Only if you're an engineer implementing a mail server configuration. But if you're implementing a telco you also have more tools to work with than a caller ID.

End users use DMARC/SPF the same way end users use STIR/SHAKEN... they don't. None of them are user-servicable values. And service providers use DMARC/SPF the same way end users use STIR/SHAKEN... they implement those controls for their users in the form of a managed service.

unsignedint|6 months ago

Even if I don't run my own mail server, I can still open an email header and see context. Last time I checked, I can't walk into a telco and ask for the telephone equivalent of that. On PSTN, there's nothing beyond a bare caller ID string, and that lack of context is exactly why I see it as a problem.

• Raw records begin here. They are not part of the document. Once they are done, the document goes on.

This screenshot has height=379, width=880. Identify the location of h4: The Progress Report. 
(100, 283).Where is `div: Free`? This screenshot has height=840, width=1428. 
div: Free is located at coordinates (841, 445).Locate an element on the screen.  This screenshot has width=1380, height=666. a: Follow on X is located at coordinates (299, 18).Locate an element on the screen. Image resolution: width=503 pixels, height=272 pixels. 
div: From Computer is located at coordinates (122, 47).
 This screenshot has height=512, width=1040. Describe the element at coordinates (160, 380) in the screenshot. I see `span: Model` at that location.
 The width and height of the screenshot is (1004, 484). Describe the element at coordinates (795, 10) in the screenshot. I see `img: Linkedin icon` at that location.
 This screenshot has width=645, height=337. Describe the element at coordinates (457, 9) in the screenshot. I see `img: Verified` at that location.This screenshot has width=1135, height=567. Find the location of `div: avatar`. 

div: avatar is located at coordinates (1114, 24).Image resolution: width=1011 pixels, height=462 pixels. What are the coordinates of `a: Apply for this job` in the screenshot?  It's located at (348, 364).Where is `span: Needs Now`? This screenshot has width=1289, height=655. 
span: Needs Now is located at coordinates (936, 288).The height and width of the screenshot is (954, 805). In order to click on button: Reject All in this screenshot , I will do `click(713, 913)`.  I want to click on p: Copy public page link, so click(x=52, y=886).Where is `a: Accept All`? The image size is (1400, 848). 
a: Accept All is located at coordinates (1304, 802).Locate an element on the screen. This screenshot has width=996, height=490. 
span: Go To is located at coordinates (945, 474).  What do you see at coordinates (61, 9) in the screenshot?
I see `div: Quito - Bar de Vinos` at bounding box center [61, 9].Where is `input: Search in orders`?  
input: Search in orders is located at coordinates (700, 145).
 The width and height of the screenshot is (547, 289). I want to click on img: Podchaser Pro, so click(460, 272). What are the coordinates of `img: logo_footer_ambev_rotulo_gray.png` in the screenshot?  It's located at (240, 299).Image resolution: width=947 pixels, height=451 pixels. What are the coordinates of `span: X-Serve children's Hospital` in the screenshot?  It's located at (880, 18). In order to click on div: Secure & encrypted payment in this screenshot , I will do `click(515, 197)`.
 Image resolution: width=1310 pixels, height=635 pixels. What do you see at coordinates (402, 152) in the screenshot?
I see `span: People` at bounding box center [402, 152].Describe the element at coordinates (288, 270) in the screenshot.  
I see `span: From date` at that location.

Email gives end users multiple signals and filters to work with. PSTN doesn't, and that's why I disagree with your equivalence.

mulmen|6 months ago

You have more tools because the market created them because it’s a federated protocol. The PSTN is a different case where market forces don’t align incentives with spam reduction. This is why regulators like the FCC exist.

unsignedint|6 months ago

I get the distinction you’re drawing, but that just brings us back to the same fork: if decades of FCC involvement haven’t produced a trustworthy caller identity system, then the reliance on regulation isn’t solving the structural weakness, it’s just propping it up.

At that point, we’re repeating the same values clash — you see regulation as a workable fix, I see it as evidence of fragility. I don’t think continuing this line is going to get us any further.